Ex-President Donald Trump’s former White House Chief of Staff Mark Meadows is displaying a “strange quietness” that suggests he may have flipped on his old boss, according to attorney George Conway.
Conway, a frequent Trump critic who announced that he was divorcing former Trump adviser Kellyanne Conway earlier this year, said that a lack of chatter from Meadows could mean that “something’s up” during an interview with CNN’s Anderson Cooper on Wednesday.
Trump revealed on Tuesday that he had received a “target letter” informing him that he is the focus of Special Counsel Jack Smith’s federal probe of the January 6 attack on the U.S. Capitol and attempts to overturn the 2020 presidential election outcome.
Target letters are often the last step before a criminal indictment, with the ex-president having received a similar letter shortly before being indicted last month on federal felony charges stemming from Smith’s classified documents probe.
Cooper asked Conway whether a CNN report indicating that Trump’s team had not identified any other person who had received a target letter meant that the former president’s allies were turning on him.
Conway said that the situation regarding target letters was “very difficult to read into” before suggesting that a lack of public comment from Meadows may mean that he is cooperating in Smith’s investigation.
“We have seen some very strange quietness from, for example, Mark Meadows,” Conway said. “I just have the feeling something’s going on there. I mean, he’s somebody who ought to be every bit as exposed as Donald Trump.”
“Yet, he has been so quiet,” he continued. “And there just seems like there’s something up with him.”
Newsweek reached out for comment to Trump’s office and Meadows’ attorney George Terwilliger via email on Wednesday.
The New York Times and other outlets reported last month that Meadows did testify before a federal grand jury as part of Smith’s investigation. A report from The Independent also claimed that Meadows had flipped on Trump by taking a plea deal, exchanging “limited immunity” for his testimony.
At the time, Terwilliger told the newspaper that the report of his client’s purported plea deal was “complete bull****,” although he did not explicitly address whether Meadows had testified against Trump.
Legal experts have predicted that Meadows turning on Trump would be disastrous for the former president, as the two were in regular communication during Trump’s ill-fated attempts to overturn President Joe Biden’s win in the 2020 election and during the time leading up to the January 6 attack.
Trump, the leading Republican candidate in the 2024 presidential election, is already facing dozens of felony counts related to the documents case and at the state level, accused of falsifying business records in New York.
The former president has pleaded not guilty to all charges and denies any wrongdoing, arguing that he is the victim of a political “witch hunt” and “election interference.”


If a record contains a picture, leave the picture out and copy everything else exactly.

─── Material provided

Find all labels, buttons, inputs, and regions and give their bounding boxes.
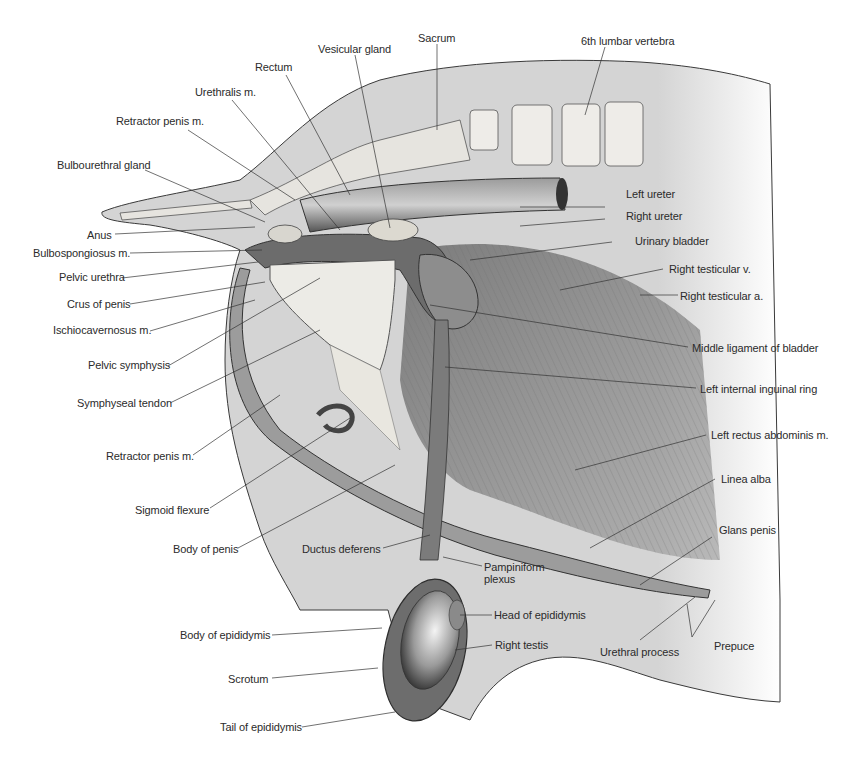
label-plexus: plexus: [484, 573, 515, 585]
label-6th-lumbar-vertebra: 6th lumbar vertebra: [581, 35, 674, 47]
label-bulbospongiosus: Bulbospongiosus m.: [33, 247, 130, 259]
label-left-rectus-abdominis: Left rectus abdominis m.: [711, 429, 828, 441]
vesicular-gland-shape: [368, 219, 418, 241]
label-linea-alba: Linea alba: [721, 473, 771, 485]
label-rectum: Rectum: [255, 61, 292, 73]
label-right-ureter: Right ureter: [626, 210, 682, 222]
label-vesicular-gland: Vesicular gland: [318, 43, 391, 55]
label-right-testicular-v: Right testicular v.: [669, 263, 751, 275]
label-crus-of-penis: Crus of penis: [67, 298, 131, 310]
label-right-testicular-a: Right testicular a.: [680, 290, 763, 302]
label-middle-ligament: Middle ligament of bladder: [692, 342, 818, 354]
anatomy-figure: Sacrum Vesicular gland Rectum Urethralis…: [0, 0, 852, 769]
label-bulbourethral-gland: Bulbourethral gland: [57, 159, 151, 171]
label-right-testis: Right testis: [495, 639, 548, 651]
label-urethral-process: Urethral process: [600, 646, 679, 658]
label-head-of-epididymis: Head of epididymis: [494, 609, 586, 621]
label-pampiniform: Pampiniform: [484, 561, 545, 573]
label-pelvic-urethra: Pelvic urethra: [59, 271, 125, 283]
label-anus: Anus: [87, 229, 112, 241]
label-body-of-epididymis: Body of epididymis: [180, 629, 271, 641]
label-tail-of-epididymis: Tail of epididymis: [220, 721, 302, 733]
label-retractor-penis-upper: Retractor penis m.: [116, 115, 204, 127]
label-urinary-bladder: Urinary bladder: [635, 235, 709, 247]
label-scrotum: Scrotum: [228, 673, 268, 685]
label-pelvic-symphysis: Pelvic symphysis: [88, 359, 170, 371]
label-sigmoid-flexure: Sigmoid flexure: [135, 504, 209, 516]
label-ischiocavernosus: Ischiocavernosus m.: [53, 324, 151, 336]
bulbourethral-gland-shape: [268, 225, 302, 243]
label-ductus-deferens: Ductus deferens: [302, 543, 381, 555]
label-retractor-penis-lower: Retractor penis m.: [106, 450, 194, 462]
label-symphyseal-tendon: Symphyseal tendon: [77, 397, 172, 409]
label-prepuce: Prepuce: [714, 640, 754, 652]
label-left-ureter: Left ureter: [626, 188, 675, 200]
label-sacrum: Sacrum: [418, 32, 455, 44]
label-left-internal-inguinal-ring: Left internal inguinal ring: [700, 383, 817, 395]
label-urethralis: Urethralis m.: [195, 86, 256, 98]
label-glans-penis: Glans penis: [719, 524, 776, 536]
label-body-of-penis: Body of penis: [173, 543, 238, 555]
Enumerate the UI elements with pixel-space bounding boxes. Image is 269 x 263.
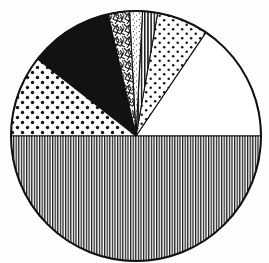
pie-chart-figure [0,0,269,263]
pie-chart-canvas [0,0,269,263]
pie-slice-dense-vertical-lines[interactable] [11,136,261,261]
pie-sectors [11,11,261,261]
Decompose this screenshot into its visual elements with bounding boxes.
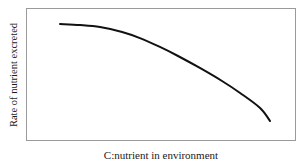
chart-figure: Rate of nutrient excreted C:nutrient in …: [0, 0, 306, 166]
plot-frame: [26, 8, 296, 141]
x-axis-label: C:nutrient in environment: [26, 149, 296, 162]
y-axis-label-text: Rate of nutrient excreted: [9, 22, 20, 126]
y-axis-label: Rate of nutrient excreted: [6, 8, 22, 141]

──────

### Task response
Find all labels, buttons, inputs, and regions and give their bounding boxes.
label-plexus: plexus: [484, 573, 515, 585]
label-6th-lumbar-vertebra: 6th lumbar vertebra: [581, 35, 674, 47]
label-bulbospongiosus: Bulbospongiosus m.: [33, 247, 130, 259]
label-left-rectus-abdominis: Left rectus abdominis m.: [711, 429, 828, 441]
vesicular-gland-shape: [368, 219, 418, 241]
label-linea-alba: Linea alba: [721, 473, 771, 485]
label-rectum: Rectum: [255, 61, 292, 73]
label-right-ureter: Right ureter: [626, 210, 682, 222]
label-vesicular-gland: Vesicular gland: [318, 43, 391, 55]
label-right-testicular-v: Right testicular v.: [669, 263, 751, 275]
label-crus-of-penis: Crus of penis: [67, 298, 131, 310]
label-right-testicular-a: Right testicular a.: [680, 290, 763, 302]
label-middle-ligament: Middle ligament of bladder: [692, 342, 818, 354]
anatomy-figure: Sacrum Vesicular gland Rectum Urethralis…: [0, 0, 852, 769]
label-bulbourethral-gland: Bulbourethral gland: [57, 159, 151, 171]
label-right-testis: Right testis: [495, 639, 548, 651]
label-urethral-process: Urethral process: [600, 646, 679, 658]
label-head-of-epididymis: Head of epididymis: [494, 609, 586, 621]
label-pampiniform: Pampiniform: [484, 561, 545, 573]
label-pelvic-urethra: Pelvic urethra: [59, 271, 125, 283]
label-anus: Anus: [87, 229, 112, 241]
label-body-of-epididymis: Body of epididymis: [180, 629, 271, 641]
label-tail-of-epididymis: Tail of epididymis: [220, 721, 302, 733]
label-retractor-penis-upper: Retractor penis m.: [116, 115, 204, 127]
label-urinary-bladder: Urinary bladder: [635, 235, 709, 247]
label-scrotum: Scrotum: [228, 673, 268, 685]
label-pelvic-symphysis: Pelvic symphysis: [88, 359, 170, 371]
label-sigmoid-flexure: Sigmoid flexure: [135, 504, 209, 516]
label-ischiocavernosus: Ischiocavernosus m.: [53, 324, 151, 336]
bulbourethral-gland-shape: [268, 225, 302, 243]
label-ductus-deferens: Ductus deferens: [302, 543, 381, 555]
label-retractor-penis-lower: Retractor penis m.: [106, 450, 194, 462]
label-symphyseal-tendon: Symphyseal tendon: [77, 397, 172, 409]
label-prepuce: Prepuce: [714, 640, 754, 652]
label-left-ureter: Left ureter: [626, 188, 675, 200]
label-sacrum: Sacrum: [418, 32, 455, 44]
label-left-internal-inguinal-ring: Left internal inguinal ring: [700, 383, 817, 395]
label-urethralis: Urethralis m.: [195, 86, 256, 98]
label-glans-penis: Glans penis: [719, 524, 776, 536]
label-body-of-penis: Body of penis: [173, 543, 238, 555]
Enumerate the UI elements with pixel-space bounding boxes. Image is 269 x 263.
pie-chart-figure [0,0,269,263]
pie-chart-canvas [0,0,269,263]
pie-slice-dense-vertical-lines[interactable] [11,136,261,261]
pie-sectors [11,11,261,261]
Decompose this screenshot into its visual elements with bounding boxes.
chart-figure: Rate of nutrient excreted C:nutrient in …: [0, 0, 306, 166]
plot-frame: [26, 8, 296, 141]
x-axis-label: C:nutrient in environment: [26, 149, 296, 162]
y-axis-label-text: Rate of nutrient excreted: [9, 22, 20, 126]
y-axis-label: Rate of nutrient excreted: [6, 8, 22, 141]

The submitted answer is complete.